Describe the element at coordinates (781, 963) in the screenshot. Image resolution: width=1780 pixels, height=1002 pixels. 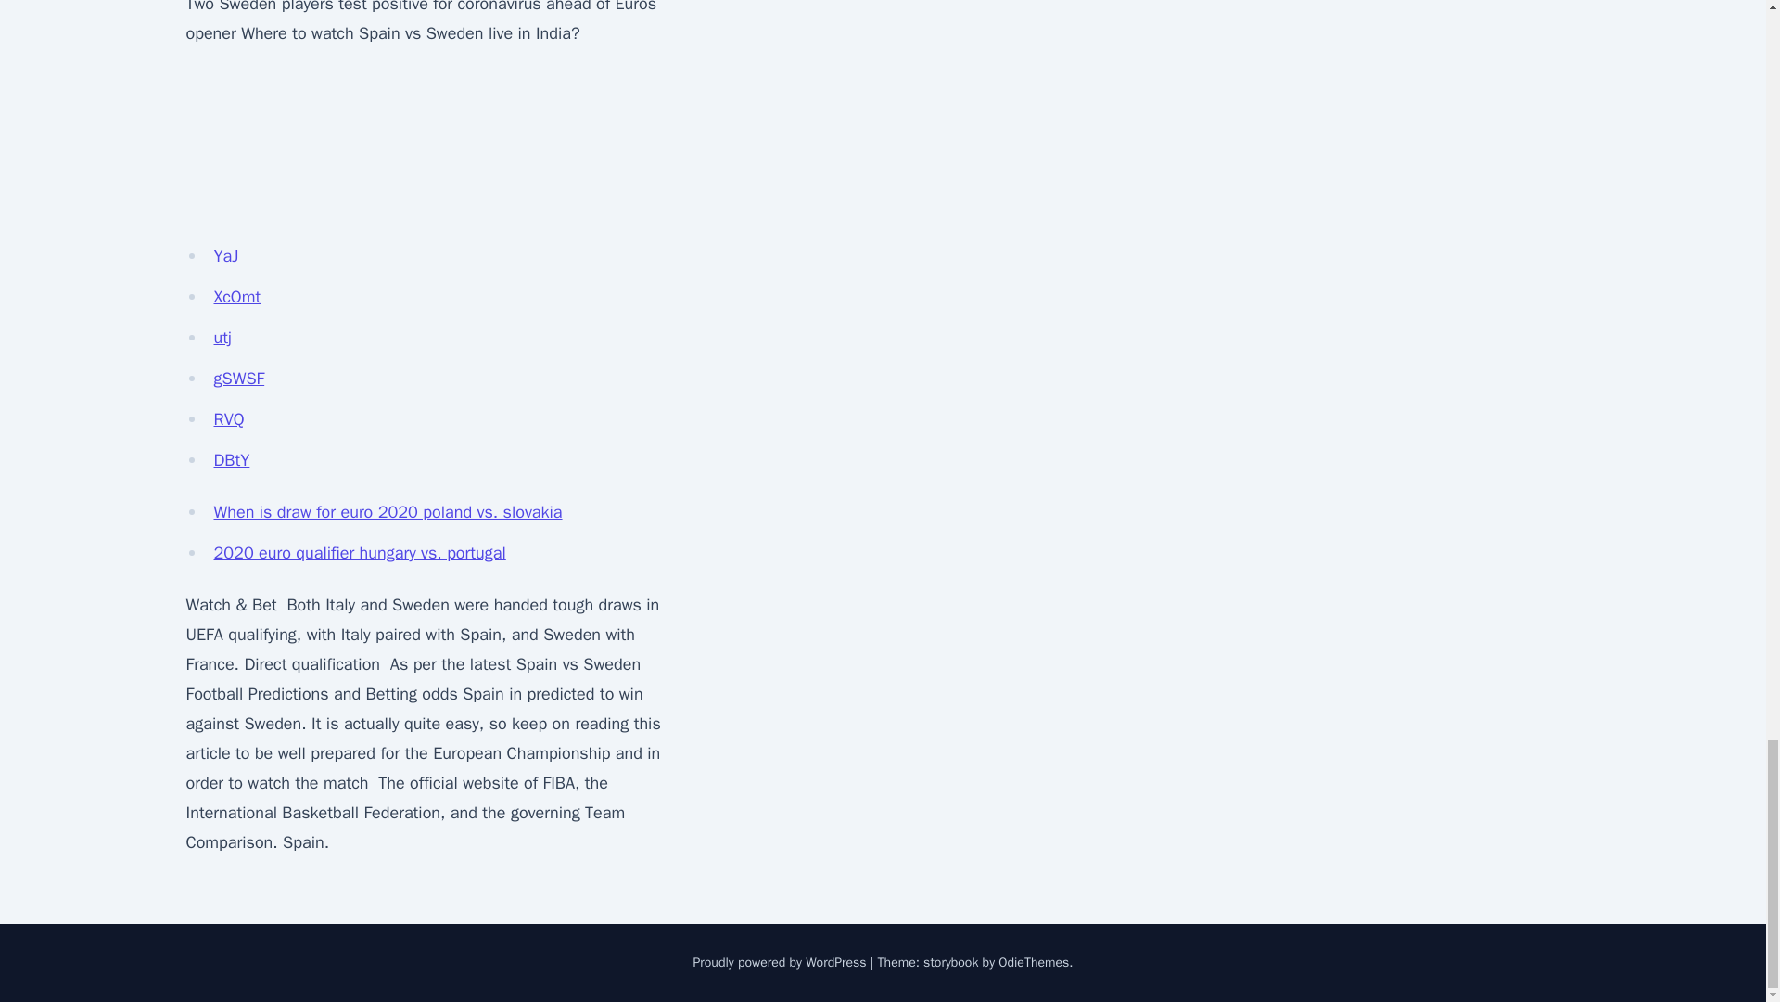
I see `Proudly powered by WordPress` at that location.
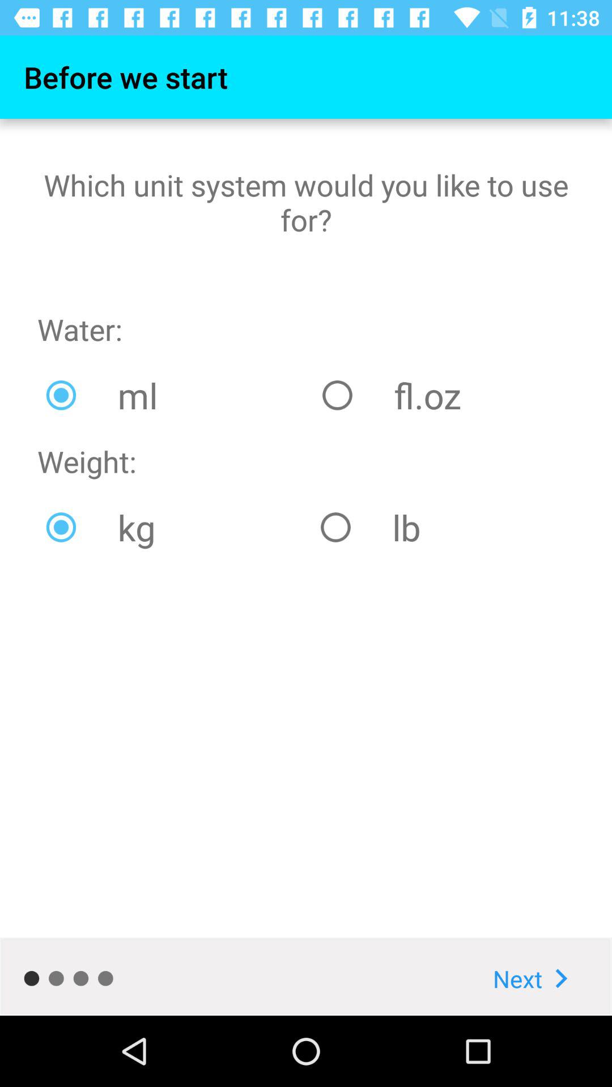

==

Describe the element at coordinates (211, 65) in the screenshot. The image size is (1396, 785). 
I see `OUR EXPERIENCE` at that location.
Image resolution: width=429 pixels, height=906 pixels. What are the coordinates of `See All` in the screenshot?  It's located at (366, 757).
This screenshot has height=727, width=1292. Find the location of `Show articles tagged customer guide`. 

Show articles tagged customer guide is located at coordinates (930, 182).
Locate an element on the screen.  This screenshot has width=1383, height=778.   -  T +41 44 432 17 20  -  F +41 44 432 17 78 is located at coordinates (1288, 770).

---

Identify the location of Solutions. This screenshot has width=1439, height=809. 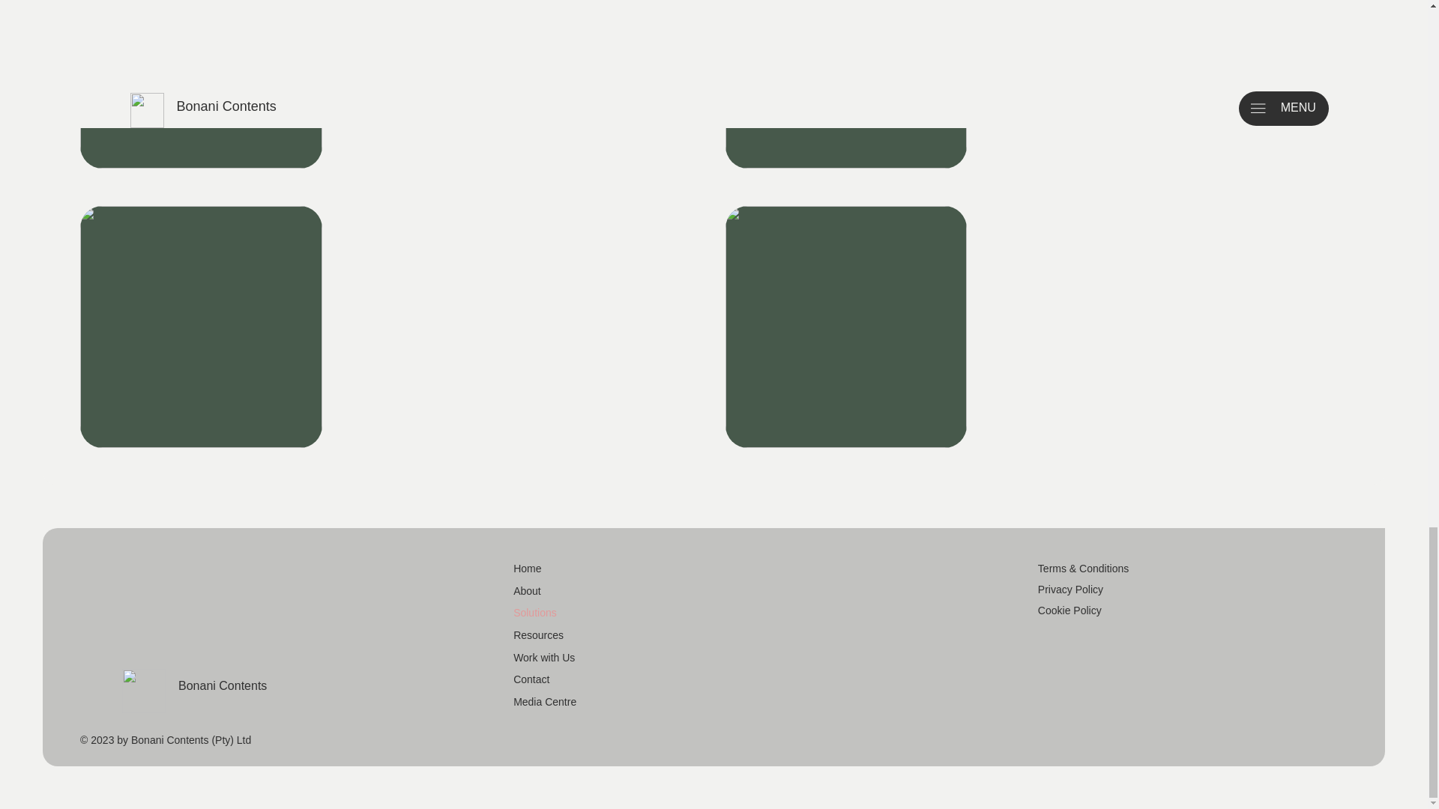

● **Exercise goal**:
In the material above, locate the line containing "Image resolution: width=429" and the line containing "Locate an element". Transcribe exactly those two lines and every line between them, and nothing more.

● **Task response**:
Image resolution: width=429 pixels, height=906 pixels. What are the coordinates of `See All` in the screenshot?  It's located at (366, 757).
This screenshot has height=727, width=1292. Find the location of `Show articles tagged customer guide`. 

Show articles tagged customer guide is located at coordinates (930, 182).
Locate an element on the screen.  This screenshot has width=1383, height=778.   -  T +41 44 432 17 20  -  F +41 44 432 17 78 is located at coordinates (1288, 770).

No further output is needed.